Berger looks at me. “Possible?”
“Fetal alcohol syndrome?” I consider. “Not likely. Gener- ally severe mental and physical retardation would result if the mother were a chronic alcoholic, and cutaneous changes such as hypertrichosis would be the least of the child’s problems.”
“Doesn’t mean he doesn’t believe she caused his condition.”
“He certainly might believe it,” I agree with her.
“Helping to explain his extreme hatred of women.”
“As much as anything can explain his kind of hate,” I reply.
On tape, Berger has returned Chandonne to the subject of his allegedly calling the morgue here in Richmond. “So you tried to get through to Dr. Scarpetta on the phone but couldn’t. Then what?”
“Then the next day, Friday, I hear on the TV in my motel room that another woman has been murdered. This time a policewoman. They do a newsbreak, you know, and I’m watching it as it is happening and next thing the cameras focus on a big black car pulling up to the scene and they say it is the medical examiner. It is her, Scarpetta. So I get the idea to go there immediately. I will wait until she is leaving the scene and then I will approach her. I will tell her I must talk to her. So I get a taxi.”
His remarkable memory fails him here. He recalls nothing about the taxi company, not even the color of the car, only that the driver was a “black man.” Probably eighty percent of the taxi drivers in Richmond are black. Chandonne claims that while he is being driven to the sceneand he knows the address because it was on the newshe hears another news-break. This time, the public is being warned about the killer, that he may have a strange medical condition which causes him to have a very unusual appearance. The hypertrichotic description fits Chandonne. “I know now, for sure,” he goes on. “They have set the trap and the world thinks I have killed these women in Richmond. So I panic in the back of the taxi, trying to figure out what to do. I say to the taxi driver, ‘Do you know this lady they speak of? Scarpetta?’ He says that everyone in the city knows her. I ask where she lives and say I’m a tourist. He takes me to her neighborhood but we don’t go in because there are guards and a gate. But I know enough to find her. I get out of the taxi several blocks from there. I’m determined 1 will find her before it’s too late.”
“Too late for what?” Berger asks.
“Before anybody else is killed. I must come back later that night and somehow get her to open the door so I can talk to her. You know, of course, I’m worried they will kill her next. It’s their pattern, you see. They did that in Paris, you know. They tried to murder the medical examiner there, a woman. She was very lucky.”
“Sir, let’s keep on the subject of what happened here in Richmond. Tell me what happened next. It’s what, midmorn-ing on Friday, December seventeenth, last Friday? What did you do after the taxi dropped you off? What did you do the rest of the day?”
“Wandered. Found an abandoned house on the river and went in it just to get out of the weather.”
“Do you know where that house is?”
“I can’t tell you, but not far from her neighborhood.”
“From Dr. Scarpetta’s neighborhood?”
“Yes.”
“You could find that house again, the one you stayed in, couldn’t you, sir?”
“It’s under construction. Very big. A mansion no one lives in right now. I know where it is.”
Berger says to me, “The one where they think he was staying the entire time he was here?”
I nod. I am familiar with the house. I think of the poor people it belongs to and can’t imagine them ever wanting to live there again. Chandonne says he hid in the abandoned mansion until dark. Several times that night he ventured out, avoiding the guard gate in my neighborhood by simply following the river and railroad tracks that run behind it. He claims to have knocked on my door early evening and got no answer. At this point, Berger asks me when I got home that night. I tell her it was after eight. I had stopped off at Pleasants Hardware store after leaving the office. I wanted to look at tools because I was perplexed by the strange wounds I had found on Diane Bray’s body and by bloody transfers made to the mattress when the killer had set down the bloody tool he had beaten her with. It was during this foraging at Pleasants Hardware that I came across a chipping hammer, and I purchased one and went on home, I tell Berger.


• What you should do
Take every line from the data that has the word "labels" in it.

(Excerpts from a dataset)

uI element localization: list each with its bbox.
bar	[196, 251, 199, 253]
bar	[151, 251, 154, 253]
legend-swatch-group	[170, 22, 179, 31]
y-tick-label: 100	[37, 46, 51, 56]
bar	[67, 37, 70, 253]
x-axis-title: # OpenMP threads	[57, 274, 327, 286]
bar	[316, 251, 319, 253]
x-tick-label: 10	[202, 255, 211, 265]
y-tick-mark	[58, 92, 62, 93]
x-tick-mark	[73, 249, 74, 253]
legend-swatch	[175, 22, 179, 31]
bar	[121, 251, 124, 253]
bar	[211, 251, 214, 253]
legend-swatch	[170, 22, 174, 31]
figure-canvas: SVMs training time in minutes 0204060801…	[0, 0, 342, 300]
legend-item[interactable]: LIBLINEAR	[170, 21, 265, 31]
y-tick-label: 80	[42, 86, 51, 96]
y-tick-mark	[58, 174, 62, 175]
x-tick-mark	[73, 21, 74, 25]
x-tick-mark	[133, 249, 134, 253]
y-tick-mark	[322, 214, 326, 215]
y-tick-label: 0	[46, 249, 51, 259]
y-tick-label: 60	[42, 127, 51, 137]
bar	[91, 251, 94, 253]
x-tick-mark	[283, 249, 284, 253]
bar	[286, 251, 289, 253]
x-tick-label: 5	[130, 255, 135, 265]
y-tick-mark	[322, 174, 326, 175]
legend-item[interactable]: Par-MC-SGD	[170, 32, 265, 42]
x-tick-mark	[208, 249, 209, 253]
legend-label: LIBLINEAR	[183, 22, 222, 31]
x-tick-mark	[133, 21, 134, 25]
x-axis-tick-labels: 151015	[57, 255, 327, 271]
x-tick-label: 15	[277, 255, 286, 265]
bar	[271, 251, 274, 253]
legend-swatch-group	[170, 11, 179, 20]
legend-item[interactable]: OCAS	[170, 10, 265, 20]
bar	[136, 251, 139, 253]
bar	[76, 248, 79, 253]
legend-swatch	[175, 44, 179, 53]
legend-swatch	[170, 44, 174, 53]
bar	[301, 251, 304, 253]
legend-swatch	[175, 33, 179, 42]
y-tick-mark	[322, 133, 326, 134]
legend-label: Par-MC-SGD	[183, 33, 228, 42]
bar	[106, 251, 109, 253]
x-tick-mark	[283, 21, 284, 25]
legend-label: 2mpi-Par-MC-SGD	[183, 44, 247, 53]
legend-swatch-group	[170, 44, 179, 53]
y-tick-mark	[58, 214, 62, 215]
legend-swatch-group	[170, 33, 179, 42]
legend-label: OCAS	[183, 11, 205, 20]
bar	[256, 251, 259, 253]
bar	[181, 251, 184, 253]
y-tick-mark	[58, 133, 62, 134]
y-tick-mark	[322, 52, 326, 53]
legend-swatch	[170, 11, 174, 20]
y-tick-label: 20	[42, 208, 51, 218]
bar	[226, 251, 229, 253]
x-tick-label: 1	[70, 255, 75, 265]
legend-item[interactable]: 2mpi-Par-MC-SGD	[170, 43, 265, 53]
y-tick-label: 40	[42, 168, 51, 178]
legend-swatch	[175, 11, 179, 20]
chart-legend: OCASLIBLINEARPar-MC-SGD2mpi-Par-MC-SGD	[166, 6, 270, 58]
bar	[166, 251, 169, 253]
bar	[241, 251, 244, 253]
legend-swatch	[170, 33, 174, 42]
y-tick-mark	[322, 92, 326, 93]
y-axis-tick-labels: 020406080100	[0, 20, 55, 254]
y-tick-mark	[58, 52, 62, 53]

• Exercise response
x-axis-tick-labels: 151015	[57, 255, 327, 271]
y-axis-tick-labels: 020406080100	[0, 20, 55, 254]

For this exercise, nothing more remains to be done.